If Midjourney fails to generate images, the queue doesn’t move, or it says the interaction failed, it’s usually not because your prompt is wrong—it’s more likely an issue with your account status, permissions, or network route. Below is a Midjourney troubleshooting checklist in the order of “rule out the basics first → then pinpoint the specific scenario,” which should resolve most common problems.
Start with three things: account status, service status, and whether permissions are complete
When troubleshooting Midjourney errors, first confirm you’re logged into the same account: if the web app and Discord are using different accounts, it’s easiest to end up in a state where you “can log in but can’t generate.” In Discord, type /info to check your subscription and usage status. If it shows the subscription isn’t active or your remaining credits are 0, handle the subscription issue or wait for the system to sync, then try again.

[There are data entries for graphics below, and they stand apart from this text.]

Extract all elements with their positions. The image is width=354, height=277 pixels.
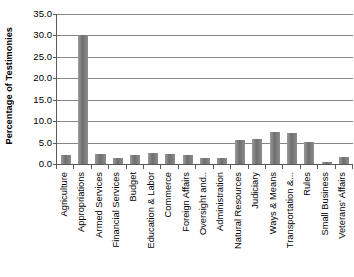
bar <box>130 155 140 164</box>
x-tickmark <box>126 165 127 169</box>
x-axis-label: Agriculture <box>60 172 69 216</box>
bar-slot <box>301 14 318 164</box>
y-axis-tick-labels: 0.05.010.015.020.025.030.035.0 <box>18 14 54 164</box>
bar-slot <box>231 14 248 164</box>
bar <box>61 155 71 164</box>
x-label-slot: Oversight and.. <box>195 170 212 275</box>
bar-slot <box>214 14 231 164</box>
bar-slot <box>161 14 178 164</box>
x-tickmark <box>73 165 74 169</box>
x-label-slot: Veterans' Affairs <box>335 170 352 275</box>
x-label-slot: Education & Labor <box>143 170 160 275</box>
x-label-slot: Commerce <box>160 170 177 275</box>
bar <box>113 158 123 164</box>
bar <box>287 133 297 164</box>
x-axis-ticks <box>56 165 353 169</box>
x-tickmark <box>108 165 109 169</box>
x-tickmark <box>213 165 214 169</box>
x-label-slot: Ways & Means <box>265 170 282 275</box>
bar <box>78 35 88 164</box>
bars-layer <box>57 14 353 164</box>
x-tickmark <box>56 165 57 169</box>
x-axis-label: Appropriations <box>77 172 86 232</box>
y-tick-label: 0.0 <box>39 159 52 169</box>
bar <box>339 157 349 164</box>
x-axis-label: Veterans' Affairs <box>339 172 348 239</box>
x-axis-label: Education & Labor <box>147 172 156 249</box>
bar-slot <box>266 14 283 164</box>
bar-slot <box>92 14 109 164</box>
y-tick-label: 10.0 <box>33 116 52 126</box>
x-axis-label: Financial Services <box>112 172 121 247</box>
bar-slot <box>248 14 265 164</box>
bar-slot <box>336 14 353 164</box>
x-axis-label: Oversight and.. <box>199 172 208 235</box>
x-axis-label: Small Business <box>321 172 330 236</box>
bar-slot <box>318 14 335 164</box>
bar <box>183 155 193 164</box>
bar-slot <box>144 14 161 164</box>
x-tickmark <box>195 165 196 169</box>
bar-chart: Percentage of Testimonies 0.05.010.015.0… <box>0 0 354 277</box>
x-axis-label: Judiciary <box>252 172 261 209</box>
bar-slot <box>127 14 144 164</box>
bar <box>165 154 175 164</box>
bar-slot <box>109 14 126 164</box>
bar <box>217 158 227 164</box>
y-tick-label: 5.0 <box>39 138 52 148</box>
x-tickmark <box>352 165 353 169</box>
x-axis-label: Administration <box>217 172 226 231</box>
x-label-slot: Judiciary <box>247 170 264 275</box>
y-tick-label: 15.0 <box>33 95 52 105</box>
x-tickmark <box>178 165 179 169</box>
x-axis-label: Armed Services <box>95 172 104 238</box>
y-tick-label: 30.0 <box>33 31 52 41</box>
y-tick-label: 35.0 <box>33 9 52 19</box>
x-tickmark <box>160 165 161 169</box>
x-axis-label: Budget <box>130 172 139 201</box>
plot-area <box>56 14 353 165</box>
bar-slot <box>57 14 74 164</box>
bar-slot <box>179 14 196 164</box>
x-tickmark <box>335 165 336 169</box>
bar <box>252 139 262 164</box>
bar <box>322 162 332 164</box>
x-axis-label: Transportation &... <box>286 172 295 248</box>
bar <box>270 132 280 164</box>
y-axis-title-text: Percentage of Testimonies <box>4 27 14 145</box>
x-axis-label: Rules <box>304 172 313 196</box>
bar-slot <box>74 14 91 164</box>
y-tick-label: 20.0 <box>33 73 52 83</box>
x-label-slot: Transportation &... <box>282 170 299 275</box>
x-label-slot: Appropriations <box>73 170 90 275</box>
bar <box>148 153 158 164</box>
x-tickmark <box>282 165 283 169</box>
x-label-slot: Administration <box>213 170 230 275</box>
x-axis-label: Natural Resources <box>234 172 243 249</box>
x-axis-label: Ways & Means <box>269 172 278 234</box>
x-axis-category-labels: AgricultureAppropriationsArmed ServicesF… <box>56 170 352 275</box>
y-tick-label: 25.0 <box>33 52 52 62</box>
bar <box>200 158 210 164</box>
x-label-slot: Foreign Affairs <box>178 170 195 275</box>
x-tickmark <box>248 165 249 169</box>
x-label-slot: Small Business <box>317 170 334 275</box>
bar-slot <box>283 14 300 164</box>
x-label-slot: Armed Services <box>91 170 108 275</box>
bar <box>95 154 105 164</box>
y-axis-title: Percentage of Testimonies <box>0 0 18 172</box>
x-tickmark <box>300 165 301 169</box>
x-tickmark <box>317 165 318 169</box>
x-tickmark <box>143 165 144 169</box>
bar-slot <box>196 14 213 164</box>
bar <box>235 140 245 164</box>
x-tickmark <box>265 165 266 169</box>
x-label-slot: Natural Resources <box>230 170 247 275</box>
x-tickmark <box>91 165 92 169</box>
x-label-slot: Agriculture <box>56 170 73 275</box>
x-axis-label: Foreign Affairs <box>182 172 191 232</box>
x-axis-label: Commerce <box>164 172 173 217</box>
x-label-slot: Budget <box>126 170 143 275</box>
x-tickmark <box>230 165 231 169</box>
x-label-slot: Financial Services <box>108 170 125 275</box>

Also open the official status page status.midjourney.com to see whether there’s an outage or congestion period; when the server side is abnormal, it’s hard to fix no matter what you do locally. Finally, make sure you’re using commands in a channel where you have permission (official channels, or in your own server where the Midjourney Bot has been added correctly and granted permissions to send messages/use application commands).
“This interaction failed/Unknown interaction”: usually a network or client stall
This message is very common in Midjourney troubleshooting. It’s typically not your prompt—it’s Discord timing out or an unstable connection. Refresh Discord (on desktop, fully quit and reopen). On the web version, clear the site cache and log in again, then resend /imagine.
If you’re on a corporate or campus network, proxies, transparent gateways, or DNS pollution can cause interaction requests to drop packets, showing up as buttons doing nothing when clicked. Switching to a mobile hotspot or a more stable network to retest is the fastest way to pinpoint the cause.